Giroux peripherally swirled a pass onto the winger’s stick for a quick shot that caught the stick of Boston defenseman Zdeno Chara, and caught the Bruins — and particularly goaltender Jaroslav Halak — by surprise.

That goal, at 7:16 of the first period, cut an early two-goal deficit in half, allowing his team — so often deemed fragile in makeup — to believe it could repeat the formula of Monday night, when the Flyers rallied from a similar situation to post a 7-4 victory over Minnesota.

It also finally rewarded what has been, for Lindblom, an extended stretch of noticeable play.

``I felt I was close over the last few games,’’ he said. ``It’s tough. You want to score a goal so much you start thinking way too much. I feel more relaxed now. Just trust yourself and shoot the puck.’’

It’s impossible to note this, or the improved play of Nolan Patrick, or even the seamless ascension (so far) of the man-child Hart, without looking to Gordon. These are big pieces to the Flyers future, and for much of this season, there was a hint, if not fear, that there had been a gross miscalculation.

Lindblom’s goal was only his fifth, and Patrick’s gears still slip from fifth to third too much, but that word maturity sure has popped up a lot since the 20-year-old rookie was given the net, and the 55-year-old Gordon, a former goalie, was promoted to coach him.

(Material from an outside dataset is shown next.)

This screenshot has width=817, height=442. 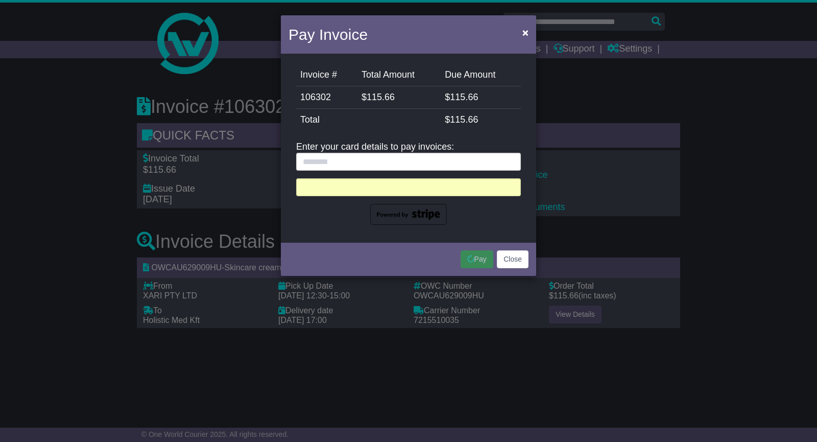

Hart, strangely but promisingly, has injected a sense of renewed fun in these Flyers, the root of their oft-cited maturity. Lindblom said, ``I feel that a lot … . He’s a pro. But he’s a funny guy.’’

Hart said, ``Since I’ve got here, I’ve felt they were a special group of guys. I’ve said it a million times, because it’s true. I love playing with these guys. I don’t want to go anywhere. I want to stay right here.’’

The feeling, it’s fair to say, is mutual.